The Civil Rights Movement Revised Edition

(Marvins-Underground-K-12) #1
March on Washington 89

opponents ‘an excuse to be against us. I didn’t want to give any of them a
chance to say, “Yes, I’m for the [civil rights] bill, but I’m damned if I will vote
for it at the point of a gun.” ’ Randolph responded in a booming bass voice
that no one could stop the march because blacks were ‘already in the streets.’
Recognizing the march’s inevitability, the president endorsed it a month later.
Privately, the administration pressured organizers to make drastic changes.
‘Well, if we can’t stop it, we’ll run the damn thing,’ Kennedy told his advisers.
The rally date was set for a Wednesday to prevent weekend mischief. The
site was switched from the Capitol building to the Lincoln Memorial on the
Washington Mall in order to cordon off the demonstrators on three sides
by water. The organizers were to recruit as many whites as possible from
churches and labor unions and to ensure that all demonstrators dressed con-
servatively. Special trains and buses would drop off marchers in the morning
and depart before sunset. Printed programs would tell them where to go,
how to behave, and the sequence of events. The ‘march’ would consist of a
short walk from the Washington Monument and end with speeches, not the
embarrassing sit-ins that SNCC had proposed. Should the speakers become
too inflammatory, the administration would station an aide beneath the plat-
form to play a phonograph record of Mahalia Jackson singing ‘He’s Got the
Whole World in His Hands’ over the loudspeaker. From John Lewis’s
perspective, the Kennedy administration was so determined to cool off the
movement that the march was becoming ‘a march in, not onWashington.’

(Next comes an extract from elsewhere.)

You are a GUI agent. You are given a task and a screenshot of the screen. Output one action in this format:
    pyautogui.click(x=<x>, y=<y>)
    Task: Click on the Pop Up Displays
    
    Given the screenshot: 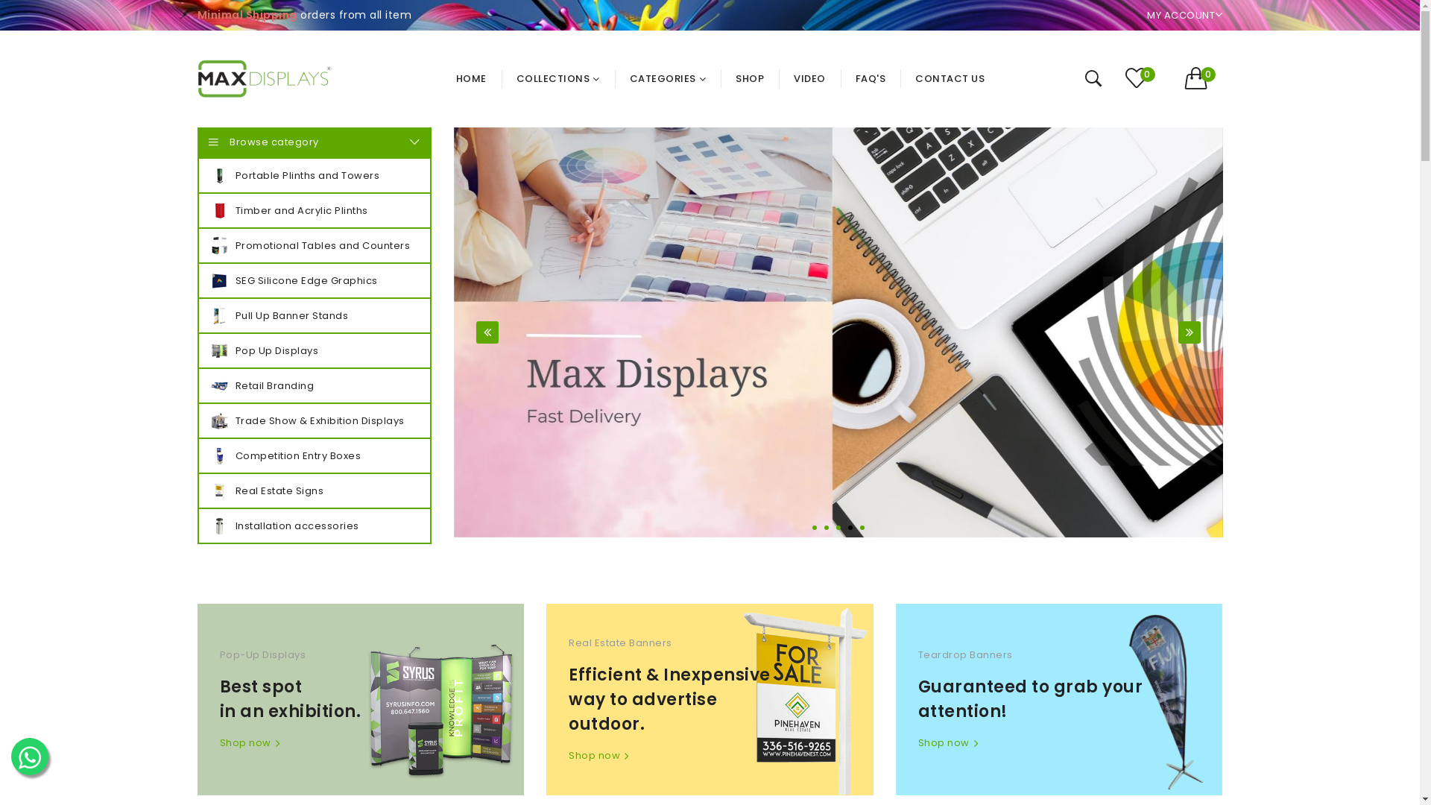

Without knowing how many people would come, Bayard Rustin faced
enormous logistical problems that had to be overcome in sixty days. He
arranged for hundreds of volunteer marshals to ensure order and stationed
white policemen on the periphery so that white extremists would not be arrested
by black officers. With the help of Howard University students, Rustin installed
dozens of drinking fountains and portable toilets on the Mall. Emergency
medical personnel staffed first-aid stations. Bus drivers kept aspirins, suntan
oil, Band-Aids, and salt tablets on hand for minor emergencies. Thousands
of blankets were available for marchers who arrived in the pre-dawn hours.
Volunteers at New York City’s Riverside Church worked around-the-clock to
make 80,000 cheese sandwiches to be sent overnight to the march. Because
this would be the first time that America would witness a black-organized
event of such magnitude, Rustin was determined that there be no hitches.
As the march gathered momentum, Rustin and King pulled together a
microcosm of the ‘Beloved Community,’ a coalition of blacks, white intellec-
tuals, union leaders, Christians and Jews, social justice radicals from the
1930s, and folk musicians led by Pete Seeger. A hundred civil, labor, and
religious organizations climbed aboard, including the ACLU, International
Ladies’ Garment Workers’ Union, and Archdiocese of Washington, DC.
These groups helped underwrite the march’s cost of $120,000.